After the starter the lights dimmed and Chris Evans bounced onto the centre stage like the announcer at a boxing ring “Ladies and Gentlemen" the awards began.
Read MoreAlone that following morning I had my breakfast, got picked up and whisked away in The Chancellors car to The Cedar Court Hotel in Wakefield where I spent the day and evening writing an article for a future book on performance poetry. It's all rock and roll eh. Twenty four hours alone in an hotel writing an article called Lost In Action can have an effect.
Read MoreAfter each visit from Margaret which took place in the sports hall I was strip searched. I was a child that had been in care for seventeen years is all. It was a harrowing institution. We had to walk the corridors in size order.
Read MoreI take the five hour hour journey from one of the most cosmopolitan cities in the world to Lilliput. I have two matchsticks holding my eyes open. The moment the car moves skirts off the motorway it is as if I have moved into my past. Memories are everywhere, on every street corner of leigh, this angry little town. It’s the kind of place that people in the cities are barely aware of. But it’s towns like this one that Thatcher was determined to break in the eighties – the mill town and pit towns. My towns.
Read MoreI’d met a few, but circumstances of childhood meant that I didn’t really know a black person until I was seventeen. I was known throughout the Lilliputian mill and pit towns of Leigh Atherton and Tyldsley as Chalky White. This became shortened to Chalky. And apparently I had a “lovely smile”. I was reminded daily that with a smile like mine you could “see me in the dark”.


Assignment: Repeat the entries exactly, keeping every line as it is.

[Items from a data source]
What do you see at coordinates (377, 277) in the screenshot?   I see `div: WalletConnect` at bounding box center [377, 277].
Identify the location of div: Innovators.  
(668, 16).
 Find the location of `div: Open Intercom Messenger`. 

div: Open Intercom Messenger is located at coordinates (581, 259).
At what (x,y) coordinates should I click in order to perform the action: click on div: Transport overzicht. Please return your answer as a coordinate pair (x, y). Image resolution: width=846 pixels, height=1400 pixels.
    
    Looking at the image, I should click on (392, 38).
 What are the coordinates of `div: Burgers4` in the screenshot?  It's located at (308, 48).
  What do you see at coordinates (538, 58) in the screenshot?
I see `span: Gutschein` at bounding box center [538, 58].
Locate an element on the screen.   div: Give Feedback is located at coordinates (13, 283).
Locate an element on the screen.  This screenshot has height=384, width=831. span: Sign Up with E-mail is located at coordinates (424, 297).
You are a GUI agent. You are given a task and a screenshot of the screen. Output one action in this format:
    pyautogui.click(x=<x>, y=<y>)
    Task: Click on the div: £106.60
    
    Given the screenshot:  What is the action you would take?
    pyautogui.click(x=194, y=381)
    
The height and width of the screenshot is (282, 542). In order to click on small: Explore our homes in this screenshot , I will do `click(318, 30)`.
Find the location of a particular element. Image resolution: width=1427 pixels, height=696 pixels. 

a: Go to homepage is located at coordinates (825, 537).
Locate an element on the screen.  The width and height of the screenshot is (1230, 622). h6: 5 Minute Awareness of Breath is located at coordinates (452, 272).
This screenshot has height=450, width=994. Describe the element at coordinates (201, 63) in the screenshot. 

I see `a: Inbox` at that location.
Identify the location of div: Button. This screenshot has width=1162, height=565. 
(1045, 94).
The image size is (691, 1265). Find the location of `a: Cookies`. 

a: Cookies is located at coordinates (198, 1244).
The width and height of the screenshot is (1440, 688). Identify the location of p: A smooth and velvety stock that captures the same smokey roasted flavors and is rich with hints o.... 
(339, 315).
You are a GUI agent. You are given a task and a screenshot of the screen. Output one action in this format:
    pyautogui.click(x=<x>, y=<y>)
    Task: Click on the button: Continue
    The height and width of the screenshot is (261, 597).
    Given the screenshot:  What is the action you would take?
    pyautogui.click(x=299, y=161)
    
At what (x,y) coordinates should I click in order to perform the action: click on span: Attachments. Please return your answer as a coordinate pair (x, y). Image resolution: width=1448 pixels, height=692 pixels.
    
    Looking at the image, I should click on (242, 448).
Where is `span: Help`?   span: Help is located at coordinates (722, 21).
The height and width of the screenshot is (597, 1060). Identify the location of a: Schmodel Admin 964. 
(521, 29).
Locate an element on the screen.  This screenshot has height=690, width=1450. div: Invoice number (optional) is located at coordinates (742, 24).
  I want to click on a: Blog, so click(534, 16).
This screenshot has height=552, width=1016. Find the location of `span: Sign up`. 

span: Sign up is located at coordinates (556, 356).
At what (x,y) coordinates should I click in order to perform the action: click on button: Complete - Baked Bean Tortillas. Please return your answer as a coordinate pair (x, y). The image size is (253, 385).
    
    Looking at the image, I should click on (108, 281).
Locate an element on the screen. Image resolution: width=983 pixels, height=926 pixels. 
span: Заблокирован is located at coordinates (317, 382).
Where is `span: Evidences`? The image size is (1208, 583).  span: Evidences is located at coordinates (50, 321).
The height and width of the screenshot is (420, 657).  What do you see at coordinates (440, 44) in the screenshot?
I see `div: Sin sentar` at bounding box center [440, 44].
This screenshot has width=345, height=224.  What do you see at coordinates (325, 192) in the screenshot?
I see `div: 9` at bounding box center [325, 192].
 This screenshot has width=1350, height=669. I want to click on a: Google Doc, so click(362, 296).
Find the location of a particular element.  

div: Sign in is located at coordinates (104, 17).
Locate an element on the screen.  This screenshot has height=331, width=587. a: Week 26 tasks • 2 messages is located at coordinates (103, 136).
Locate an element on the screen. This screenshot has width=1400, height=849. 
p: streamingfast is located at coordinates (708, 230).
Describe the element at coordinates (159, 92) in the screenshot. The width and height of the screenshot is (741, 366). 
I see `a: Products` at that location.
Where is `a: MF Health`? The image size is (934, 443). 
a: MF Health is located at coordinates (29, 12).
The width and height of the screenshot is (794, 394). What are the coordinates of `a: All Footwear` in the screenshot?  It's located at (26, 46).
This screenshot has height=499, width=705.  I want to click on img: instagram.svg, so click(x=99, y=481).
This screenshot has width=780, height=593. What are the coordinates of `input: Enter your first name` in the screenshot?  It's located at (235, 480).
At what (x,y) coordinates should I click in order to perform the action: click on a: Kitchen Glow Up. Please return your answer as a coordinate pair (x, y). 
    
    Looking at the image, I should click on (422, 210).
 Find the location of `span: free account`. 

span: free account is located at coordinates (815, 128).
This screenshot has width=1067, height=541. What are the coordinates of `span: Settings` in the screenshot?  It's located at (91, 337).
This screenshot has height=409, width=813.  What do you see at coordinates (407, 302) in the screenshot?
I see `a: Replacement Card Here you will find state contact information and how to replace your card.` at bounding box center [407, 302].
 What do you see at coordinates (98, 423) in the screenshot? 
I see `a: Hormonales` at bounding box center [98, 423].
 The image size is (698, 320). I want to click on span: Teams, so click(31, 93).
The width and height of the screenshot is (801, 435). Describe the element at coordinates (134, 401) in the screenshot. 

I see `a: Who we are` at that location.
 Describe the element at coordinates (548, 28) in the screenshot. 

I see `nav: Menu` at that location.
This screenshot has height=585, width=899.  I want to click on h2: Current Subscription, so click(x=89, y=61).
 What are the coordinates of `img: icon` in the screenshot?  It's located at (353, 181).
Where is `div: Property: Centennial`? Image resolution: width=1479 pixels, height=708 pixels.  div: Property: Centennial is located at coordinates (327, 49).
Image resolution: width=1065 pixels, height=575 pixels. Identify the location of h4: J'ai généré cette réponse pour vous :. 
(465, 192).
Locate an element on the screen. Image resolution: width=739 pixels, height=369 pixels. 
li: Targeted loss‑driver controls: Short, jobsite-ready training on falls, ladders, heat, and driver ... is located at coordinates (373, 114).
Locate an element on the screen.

Completed task:
What do you see at coordinates (377, 277) in the screenshot?   I see `div: WalletConnect` at bounding box center [377, 277].
Identify the location of div: Innovators.  
(668, 16).
 Find the location of `div: Open Intercom Messenger`. 

div: Open Intercom Messenger is located at coordinates (581, 259).
At what (x,y) coordinates should I click in order to perform the action: click on div: Transport overzicht. Please return your answer as a coordinate pair (x, y). Image resolution: width=846 pixels, height=1400 pixels.
    
    Looking at the image, I should click on (392, 38).
 What are the coordinates of `div: Burgers4` in the screenshot?  It's located at (308, 48).
  What do you see at coordinates (538, 58) in the screenshot?
I see `span: Gutschein` at bounding box center [538, 58].
Locate an element on the screen.   div: Give Feedback is located at coordinates (13, 283).
Locate an element on the screen.  This screenshot has height=384, width=831. span: Sign Up with E-mail is located at coordinates (424, 297).
You are a GUI agent. You are given a task and a screenshot of the screen. Output one action in this format:
    pyautogui.click(x=<x>, y=<y>)
    Task: Click on the div: £106.60
    
    Given the screenshot:  What is the action you would take?
    pyautogui.click(x=194, y=381)
    
The height and width of the screenshot is (282, 542). In order to click on small: Explore our homes in this screenshot , I will do `click(318, 30)`.
Find the location of a particular element. Image resolution: width=1427 pixels, height=696 pixels. 

a: Go to homepage is located at coordinates (825, 537).
Locate an element on the screen.  The width and height of the screenshot is (1230, 622). h6: 5 Minute Awareness of Breath is located at coordinates (452, 272).
This screenshot has height=450, width=994. Describe the element at coordinates (201, 63) in the screenshot. 

I see `a: Inbox` at that location.
Identify the location of div: Button. This screenshot has width=1162, height=565. 
(1045, 94).
The image size is (691, 1265). Find the location of `a: Cookies`. 

a: Cookies is located at coordinates (198, 1244).
The width and height of the screenshot is (1440, 688). Identify the location of p: A smooth and velvety stock that captures the same smokey roasted flavors and is rich with hints o.... 
(339, 315).
You are a GUI agent. You are given a task and a screenshot of the screen. Output one action in this format:
    pyautogui.click(x=<x>, y=<y>)
    Task: Click on the button: Continue
    The height and width of the screenshot is (261, 597).
    Given the screenshot:  What is the action you would take?
    pyautogui.click(x=299, y=161)
    
At what (x,y) coordinates should I click in order to perform the action: click on span: Attachments. Please return your answer as a coordinate pair (x, y). Image resolution: width=1448 pixels, height=692 pixels.
    
    Looking at the image, I should click on (242, 448).
Where is `span: Help`?   span: Help is located at coordinates (722, 21).
The height and width of the screenshot is (597, 1060). Identify the location of a: Schmodel Admin 964. 
(521, 29).
Locate an element on the screen.  This screenshot has height=690, width=1450. div: Invoice number (optional) is located at coordinates (742, 24).
  I want to click on a: Blog, so click(534, 16).
This screenshot has height=552, width=1016. Find the location of `span: Sign up`. 

span: Sign up is located at coordinates (556, 356).
At what (x,y) coordinates should I click in order to perform the action: click on button: Complete - Baked Bean Tortillas. Please return your answer as a coordinate pair (x, y). The image size is (253, 385).
    
    Looking at the image, I should click on (108, 281).
Locate an element on the screen. Image resolution: width=983 pixels, height=926 pixels. 
span: Заблокирован is located at coordinates (317, 382).
Where is `span: Evidences`? The image size is (1208, 583).  span: Evidences is located at coordinates (50, 321).
The height and width of the screenshot is (420, 657).  What do you see at coordinates (440, 44) in the screenshot?
I see `div: Sin sentar` at bounding box center [440, 44].
This screenshot has width=345, height=224.  What do you see at coordinates (325, 192) in the screenshot?
I see `div: 9` at bounding box center [325, 192].
 This screenshot has width=1350, height=669. I want to click on a: Google Doc, so click(362, 296).
Find the location of a particular element.  

div: Sign in is located at coordinates (104, 17).
Locate an element on the screen.  This screenshot has height=331, width=587. a: Week 26 tasks • 2 messages is located at coordinates (103, 136).
Locate an element on the screen. This screenshot has width=1400, height=849. 
p: streamingfast is located at coordinates (708, 230).
Describe the element at coordinates (159, 92) in the screenshot. The width and height of the screenshot is (741, 366). 
I see `a: Products` at that location.
Where is `a: MF Health`? The image size is (934, 443). 
a: MF Health is located at coordinates (29, 12).
The width and height of the screenshot is (794, 394). What are the coordinates of `a: All Footwear` in the screenshot?  It's located at (26, 46).
This screenshot has height=499, width=705.  I want to click on img: instagram.svg, so click(x=99, y=481).
This screenshot has width=780, height=593. What are the coordinates of `input: Enter your first name` in the screenshot?  It's located at (235, 480).
At what (x,y) coordinates should I click in order to perform the action: click on a: Kitchen Glow Up. Please return your answer as a coordinate pair (x, y). 
    
    Looking at the image, I should click on (422, 210).
 Find the location of `span: free account`. 

span: free account is located at coordinates (815, 128).
This screenshot has width=1067, height=541. What are the coordinates of `span: Settings` in the screenshot?  It's located at (91, 337).
This screenshot has height=409, width=813.  What do you see at coordinates (407, 302) in the screenshot?
I see `a: Replacement Card Here you will find state contact information and how to replace your card.` at bounding box center [407, 302].
 What do you see at coordinates (98, 423) in the screenshot? 
I see `a: Hormonales` at bounding box center [98, 423].
 The image size is (698, 320). I want to click on span: Teams, so click(31, 93).
The width and height of the screenshot is (801, 435). Describe the element at coordinates (134, 401) in the screenshot. 

I see `a: Who we are` at that location.
 Describe the element at coordinates (548, 28) in the screenshot. 

I see `nav: Menu` at that location.
This screenshot has height=585, width=899.  I want to click on h2: Current Subscription, so click(x=89, y=61).
 What are the coordinates of `img: icon` in the screenshot?  It's located at (353, 181).
Where is `div: Property: Centennial`? Image resolution: width=1479 pixels, height=708 pixels.  div: Property: Centennial is located at coordinates (327, 49).
Image resolution: width=1065 pixels, height=575 pixels. Identify the location of h4: J'ai généré cette réponse pour vous :. 
(465, 192).
Locate an element on the screen. Image resolution: width=739 pixels, height=369 pixels. 
li: Targeted loss‑driver controls: Short, jobsite-ready training on falls, ladders, heat, and driver ... is located at coordinates (373, 114).
Locate an element on the screen.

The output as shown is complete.